Weather Channel SVP: Changing the Pitch on a Local-by-Local Basis
Six months ago, former Bing marketing executive Eric Hadley joined the Weather Channel as senior vice president for partner solutions and ad trade marketing. These days he is responsible for leading the company’s business-to-business marketing and developing large-scale opportunities with premium advertisers. That includes thinking of creative ways to leverage the company’s hugely popular mobile app, which boasts more than 100 million downloads.
Hadley recently spoke with Street Fight about the tension between local and national in weather coverage and information, the secrets behind Weather Channel’s success on mobile, and his predictions for the coming year. He will be appearing as a speaker at Street Fight Summit in New York later this month as part of an IAB-led panel titled “Using Location to Monetize Mobile Inventory.”
How has the Weather Channel used location to monetize mobile?
That’s the key thing to mobile. There so many ads and so much inventory, but what makes a difference is the location-based part of it. Two big reasons I came to the Weather Channel were the strength we have in mobile and all the data we have. We can take the time, the place, and the weather, and send a message to someone on [his or her] phone. The Weather Channel properties on mobile can be the portal to the zip code. If I’m in midtown [Manhattan], we can offer you something that makes sense. If I’m in Los Angeles, we can offer you something different. On mobile, the key thing is to be relevant.
The Weather Channel’s app is massively popular. Did you know that coming in?
I knew it coming in, but a big reason I came here was because of the numbers. It’s always one of the top five apps, up there with Facebook and Google, but if you dig deeper, the numbers are impressive. Seventy-two percent of the people who have our app check it twice a day. The native weather app on the iPhone is our data, but it’s more a launching pad for us. Just knowing what the weather is right now is not enough. You want the five-day. You want hourly. People just keep coming back to it.
Weather is inherently local but also national (because everyone talks about it and deals with it). From an advertising perspective, how does that work? Does the pitch change when you go to national brands?

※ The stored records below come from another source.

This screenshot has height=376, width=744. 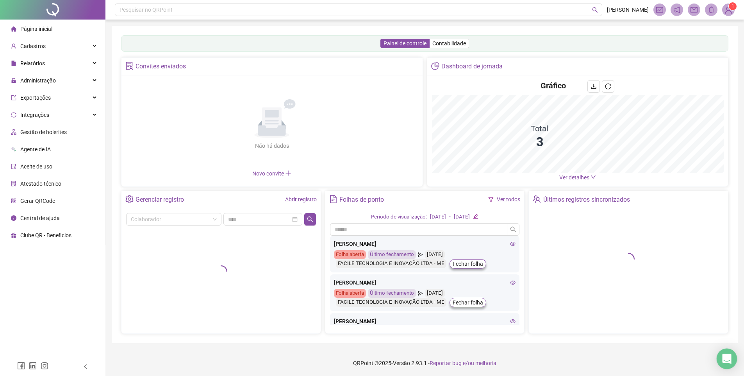 I want to click on span: info-circle, so click(x=14, y=218).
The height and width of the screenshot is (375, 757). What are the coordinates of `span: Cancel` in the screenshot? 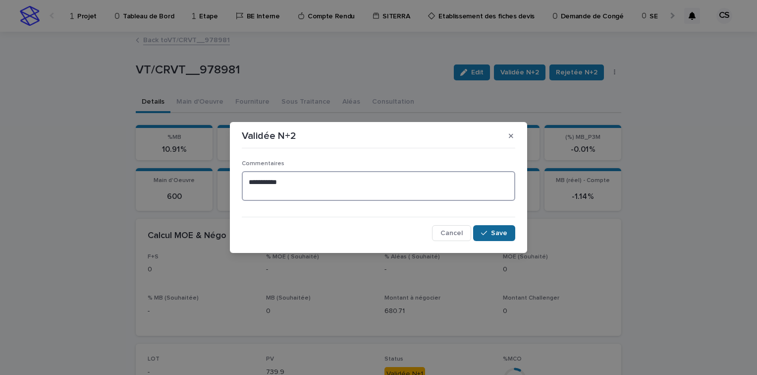 It's located at (451, 233).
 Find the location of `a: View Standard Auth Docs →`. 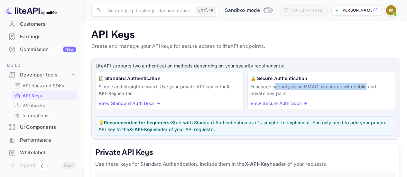

a: View Standard Auth Docs → is located at coordinates (129, 103).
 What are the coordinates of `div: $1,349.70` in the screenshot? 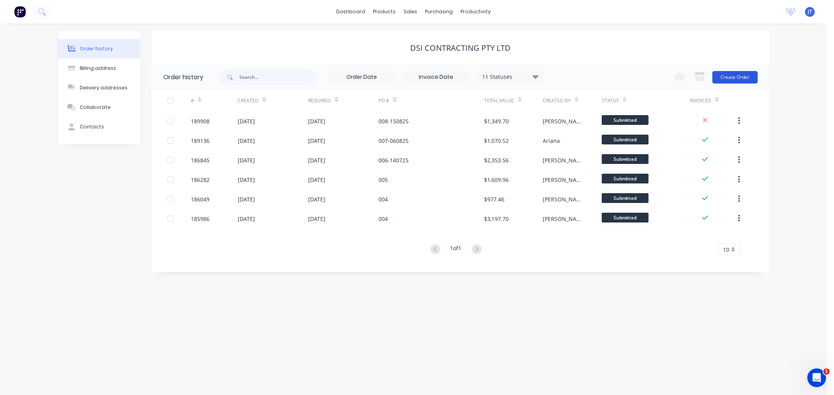 It's located at (496, 121).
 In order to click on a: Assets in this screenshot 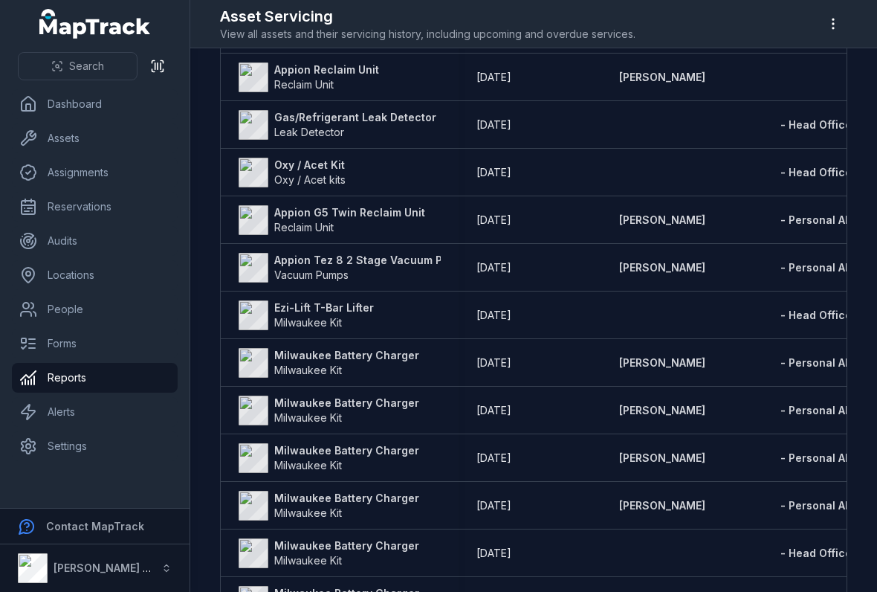, I will do `click(94, 138)`.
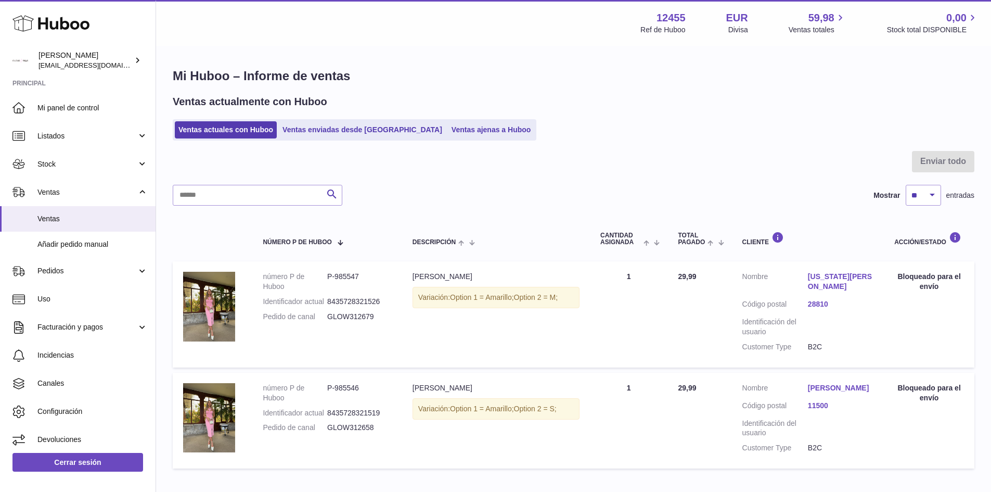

It changes to some degree. We have people in every zip code using the app all the time, so we can approach smaller companies that way. For the national brands, it works because we can say, “Here’s five years of weather data. Give us your sales data, and we can do a comparison.” That allows our marketing partners to change their pitch on a local-by-local basis. The weather impacts sales on a local level, so we can help national advertisers work on a local level that way.
You partnered with Jumptap to host political ads during the election season. How did that work?
It went really well. Just like weather has a hyperlocal focus, the election is made on a zip code by zip code basis. We did some modeling and we were able to say with more than an 80% chance that if it was a rainy day in three key zip codes in Ohio, it would have swung the other way. We could really tell that story and push the message. We could tell them to get out and vote or let them know that the local voting place was only half a mile away.
Will you do more political ad stuff?
I think more and more. All the political stuff is getting concentrated in the social spaces on the Web. When it comes down to the midterms or the next presidential election, I think mobile is going to be so advanced that it will be the No. 1 place where people market.
What do you see happening in 2013?
I think there’s going to be a lot more mobile. One thing that’s holding mobile back is the creative side. We need to come up with new formats that we are more excited about. We’re rolling out branded backgrounds on Android in early February and iOS in March. Burberry took over our iPad app during the Olympics and it’s going to be similar to that. In our case, when you have people checking it two or three times a day, you can really story-tell. Think of that for a place like McDonald’s, which is serving three meals a day, or Tylenol. You wake up and you have a sick kid. You give him Tylenol once, then again six hours later, then again before bed. We think that’s going to be a much richer palette.
Noah Davis is a senior editor at Street Fight.